Dashiell Hamlet

Michael Nowak, Mike Nussbaum, Kathleen Thompson, Paul H. Thompson
Original production directed by Mike Nussbaum
Starring Tracy Connor, Colleen Crimmins, Judith Easton, Ricardo Gutierrez, Michael Krawic, Michael Nowak, Paul Thompson

“The idea here was to take Shakespeare’s work and remake it as a Hollywood noir mystery. In this case Hamlet’s mother and father aren’t the king and queen of Denmark, they are the owners of a Hollywood studio. When Hamlet, now called Nat Hamill, comes home from World War II in 1945 he finds that his father is dead and that his mother (Shawna Tucker) has set up house with his father’s brother (Mike Nowak) – just as in the original drama.

“Certainly a good bit of what makes this whole show sing is the great script. It makes a first-rate modern mystery out of Shakespeare without seeming to labor to stay close to the original story. And it is chock full of great one liners – for example, there is the one about the starlet so dumb that “she went to bed with the writer.”
Jack Hafferkamp, Edge Media Network, Highly Recommended

“…Part of the fun of this parody is following the smart moves authors Michael Nowak, Mike Nussbaum, Kathleen Thompson, and Paul H. Thompson made in recasting Shakespeare’s tragedy as a noir murder mystery set in 1945. But their smartest move was not letting themselves be enslaved by their source material. This isn’t a note-by-note transposition but a funny, engrossing riff that retains the melody while leaving room to jive.”
Tony Adler, Chicago Reader, Highly Recommended

First, let’s make one thing clear: this is not Elizabethan verse tarted up in storefront-circuit modern dress. No, this revival from the Golden Age of off-Loop Theater is a homage to the hard-boiled detective stories of Dashiell Hammett and Raymond Chandler, as translated by Hollywood into the cinematic genre known as film noir. And if classics buffs detect in the plot a resemblance to a certain tragedy by William Shakespeare – well, everybody’s entitled to their opinion.

The year is 1945. Laconic PI Harry receives a call from his recent army buddy, Nat Hamill, who has discovered a recorded message leading him to suspect that his father, the head of a megamillion-dollar movie company, was murdered. Harry goes to Malibu to investigate the Hamill household: merry widow Lillian, slick uncle Ralph, meddling business manager Paul Owen and his two grown children, playboy Keith and druggie Anita – every one of whom have a motive to bump off the late studio chief.

Of course, Nat’s war experience has left him somewhat mentally unstable, but when a reel from “Double Indemnity” is slipped into a private screening and Ralph goes bughouse, revenge soon overtakes law in the quest for justice.

Collaborative authors Michael Nowak, Mike Nussbaum, Kathleen Thompson and Paul H. Thompson have crafted their requisite frozen-lipped repartee (“Who’s been fiddling with your thermostat?” asks a flirtatious Anita, only to receive the gruff reply, “Maybe the pilot’s out”) so skillfully that it almost eclipses the keen accuracy of their literary transposition:

A comedy duo called Rosie and Gillie pay a visit, a pair of morgue attendants swap philosophical observations and the District Attorney is named ‘Jordon Brass.’ Since the prize is not a kingdom but money, and the weapons not swords or daggers but guns, the victims don’t all die as we expect, but in the end, Harry and Brass are left to clean up the loose ends as honorably as they can.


__Task to complete__.
Return all of the records below verbatim.

Records for the task Block Start

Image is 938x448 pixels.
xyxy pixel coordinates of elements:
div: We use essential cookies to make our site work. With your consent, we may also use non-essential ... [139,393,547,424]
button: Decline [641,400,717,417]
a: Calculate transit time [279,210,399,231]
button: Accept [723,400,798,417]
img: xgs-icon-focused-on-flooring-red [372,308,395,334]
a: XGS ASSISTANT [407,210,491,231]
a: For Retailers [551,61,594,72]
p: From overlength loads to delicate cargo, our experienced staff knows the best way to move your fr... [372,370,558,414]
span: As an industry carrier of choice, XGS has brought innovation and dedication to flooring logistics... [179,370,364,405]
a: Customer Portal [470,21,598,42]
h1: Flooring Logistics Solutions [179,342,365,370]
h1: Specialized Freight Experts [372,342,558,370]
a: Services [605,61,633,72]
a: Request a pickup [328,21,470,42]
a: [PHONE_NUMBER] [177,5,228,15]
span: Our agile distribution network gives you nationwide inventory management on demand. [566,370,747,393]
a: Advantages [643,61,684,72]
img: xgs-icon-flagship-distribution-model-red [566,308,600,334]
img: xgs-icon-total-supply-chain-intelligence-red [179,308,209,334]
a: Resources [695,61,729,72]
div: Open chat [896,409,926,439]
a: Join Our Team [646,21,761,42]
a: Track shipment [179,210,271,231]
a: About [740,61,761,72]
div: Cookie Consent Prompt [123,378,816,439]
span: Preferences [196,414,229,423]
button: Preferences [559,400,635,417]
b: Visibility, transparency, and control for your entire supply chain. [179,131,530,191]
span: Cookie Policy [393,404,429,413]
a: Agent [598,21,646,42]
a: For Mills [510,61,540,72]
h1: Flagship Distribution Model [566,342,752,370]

Records for the task Block End

__Problem solution__.
Image is 938x448 pixels.
xyxy pixel coordinates of elements:
div: We use essential cookies to make our site work. With your consent, we may also use non-essential ... [139,393,547,424]
button: Decline [641,400,717,417]
a: Calculate transit time [279,210,399,231]
button: Accept [723,400,798,417]
img: xgs-icon-focused-on-flooring-red [372,308,395,334]
a: XGS ASSISTANT [407,210,491,231]
a: For Retailers [551,61,594,72]
p: From overlength loads to delicate cargo, our experienced staff knows the best way to move your fr... [372,370,558,414]
span: As an industry carrier of choice, XGS has brought innovation and dedication to flooring logistics... [179,370,364,405]
a: Customer Portal [470,21,598,42]
h1: Flooring Logistics Solutions [179,342,365,370]
h1: Specialized Freight Experts [372,342,558,370]
a: Services [605,61,633,72]
a: Request a pickup [328,21,470,42]
a: [PHONE_NUMBER] [177,5,228,15]
span: Our agile distribution network gives you nationwide inventory management on demand. [566,370,747,393]
a: Advantages [643,61,684,72]
img: xgs-icon-flagship-distribution-model-red [566,308,600,334]
img: xgs-icon-total-supply-chain-intelligence-red [179,308,209,334]
a: Resources [695,61,729,72]
div: Open chat [896,409,926,439]
a: Join Our Team [646,21,761,42]
a: Track shipment [179,210,271,231]
a: About [740,61,761,72]
div: Cookie Consent Prompt [123,378,816,439]
span: Preferences [196,414,229,423]
button: Preferences [559,400,635,417]
b: Visibility, transparency, and control for your entire supply chain. [179,131,530,191]
span: Cookie Policy [393,404,429,413]
a: Agent [598,21,646,42]
a: For Mills [510,61,540,72]
h1: Flagship Distribution Model [566,342,752,370]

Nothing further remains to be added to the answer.